Two Leading Natural History Authors Speaking in Wenatchee!

Next week, the Wenatchee Public Library is featuring two terrific Washington authors, Robert Michael Pyle and Jack Nisbet.  Both are regionally and nationally acclaimed natural historians, gifted writers of award-winning non-fiction books, and engaging speakers. Pyle speaks about his new book, Magdalena Mountain on Tuesday Dec. 4 at 6:30pm and Nisbet presents his newest book, The Dreamer and the Doctor on Thurs. Dec. 6 at 6:30pm at the Wenatchee Public Library.

Meet the Author Robert Michael Pyle

Meet the Author Robert Michael Pyle

Publisher, Counterpoint Press describes Magdalena Mountain:  In Magdalena Mountain, Robert Michael Pyle’s first and long-awaited novel, the award-winning naturalist proves he is as at home in an imagined landscape as he is in the natural one. At the center of this story of majesty and high mountain magic are three Magdalenas—Mary, a woman whose uncertain journey opens the book; Magdalena Mountain, shrouded in mystery and menace; and the all-black Magdalena alpine butterfly, the most elusive of several rare and beautiful species found on the mountain.

Pyle took his PhD in butterfly ecology at Yale University and has worked as a conservation biologist in Papua New Guinea, Oregon, and Cambridge. He has written full-time for many years with 22 published books:  Wintergreen earned a John Burroughs Medal, Where Bigfoot Walks won a Guggenheim Fellowship, and Sky Time in Gray’s River received a National Outdoor Book Award.  Pyle helped found the Portland-based Xerces Society for Invertebrate Conservation

 

Meet the Author Jack Nisbet

Meet the Author Jack Nisbet

Publisher Sasquatch Books, describes The Doctor and the Dreamer: In the turn-of-the-twentieth-century Northwest, the lives and passions of an American physician and her Swedish naturalist husband helped shape a territory on the cusp of change.  Dr. Carrie Leiberg, a pioneer physician, fought hard for public health while nurturing both a troubled son and a fruit orchard. Her husband, John Leiberg, was a Swedish immigrant and self-taught naturalist who transformed himself from pickax Idaho prospector to special field agent for the US Forest Commission and warned Washington DC of ecological devastation of public lands. The Leiberg story opens a window into the human and natural landscape of a century past that reflects all the thorny issues of our present time.

Jack Nesbit is a Spokane-based naturalist and writer  whose books explore the human and natural history of the Pacific Northwest.  Much of his work focuses on explorer David Thompson and botanist David Douglas and reveals their extensive travels through our region.  His book, The Collector: David Douglas and the Natural History of the Northwest, was named as one 2019 Books of the Year by the  Pacific Northwest Booksellers Association.  His essay book Visible Bones won awards from the Washington State Library Association and the Seattle Times.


— DIRECTIONS —
Among the lines of the records, please find those that contain the word "Proctors" and copy them.

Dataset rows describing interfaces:
↓

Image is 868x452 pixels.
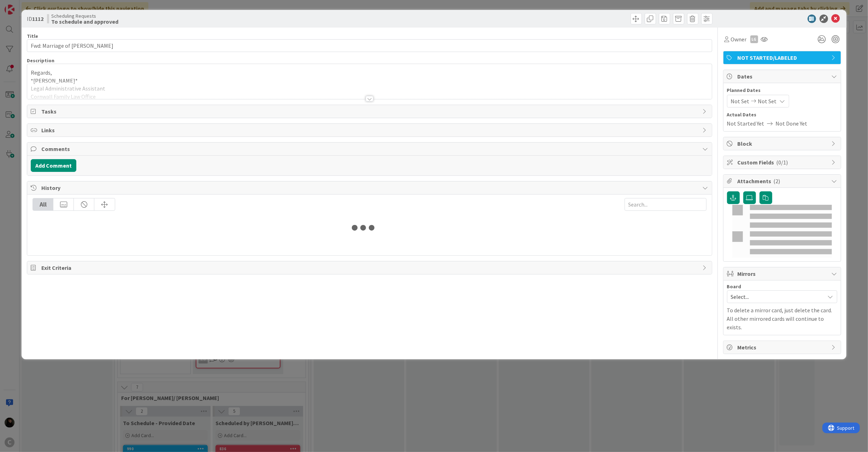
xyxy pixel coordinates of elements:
[41,144,699,153] span: Comments
[738,139,828,148] span: Block
[727,284,742,289] span: Board
[15,1,32,9] span: Support
[33,198,53,211] div: All
[51,13,119,19] span: Scheduling Requests
[738,158,828,166] span: Custom Fields
[727,119,764,128] span: Not Started Yet
[758,97,777,105] span: Not Set
[30,69,708,77] p: Regards,
[727,306,838,331] p: To delete a mirror card, just delete the card. All other mirrored cards will continue to exists.
[777,158,788,165] span: ( 0/1 )
[738,176,828,185] span: Attachments
[27,57,55,64] span: Description
[776,119,807,128] span: Not Done Yet
[731,35,747,44] span: Owner
[41,126,699,134] span: Links
[750,35,758,43] div: LG
[731,292,821,301] span: Select...
[30,159,76,172] button: Add Comment
[727,111,838,119] span: Actual Dates
[41,107,699,116] span: Tasks
[731,97,749,105] span: Not Set
[27,33,38,39] label: Title
[738,53,828,62] span: NOT STARTED/LABELED
[41,263,699,272] span: Exit Criteria
[27,39,712,52] input: type card name here...
[27,15,44,23] span: ID
[774,177,781,184] span: ( 2 )
[738,343,828,351] span: Metrics
[30,77,708,85] p: *[PERSON_NAME]*
[727,87,838,94] span: Planned Dates
[32,15,44,23] b: 1112
[738,72,828,80] span: Dates
[738,269,828,278] span: Mirrors
[51,19,119,24] b: To schedule and approved
[41,183,699,192] span: History
[625,198,707,211] input: Search...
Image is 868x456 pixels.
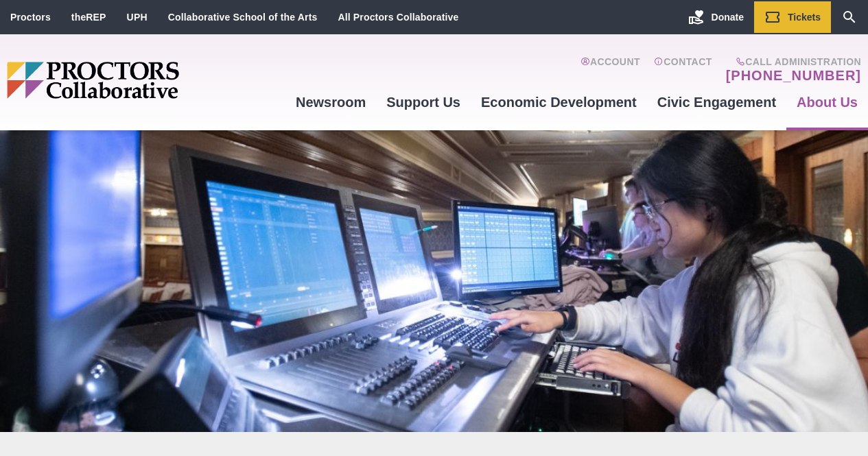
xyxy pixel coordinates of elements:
[712,12,744,23] span: Donate
[648,84,787,121] a: Civic Engagement
[788,12,821,23] span: Tickets
[722,56,861,67] span: Call Administration
[71,12,107,23] a: theREP
[337,12,459,23] a: All Proctors Collaborative
[787,84,868,121] a: About Us
[10,12,51,23] a: Proctors
[168,12,318,23] a: Collaborative School of the Arts
[7,62,285,99] img: Proctors logo
[470,84,648,121] a: Economic Development
[286,84,376,121] a: Newsroom
[726,67,861,84] a: [PHONE_NUMBER]
[376,84,470,121] a: Support Us
[127,12,147,23] a: UPH
[754,2,832,33] a: Tickets
[654,56,712,84] a: Contact
[581,56,640,84] a: Account
[832,2,868,33] a: Search
[678,2,754,33] a: Donate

↑

— ANSWER FOR THE TASK —
[337,12,459,23] a: All Proctors Collaborative
[10,12,51,23] a: Proctors
[7,62,285,99] img: Proctors logo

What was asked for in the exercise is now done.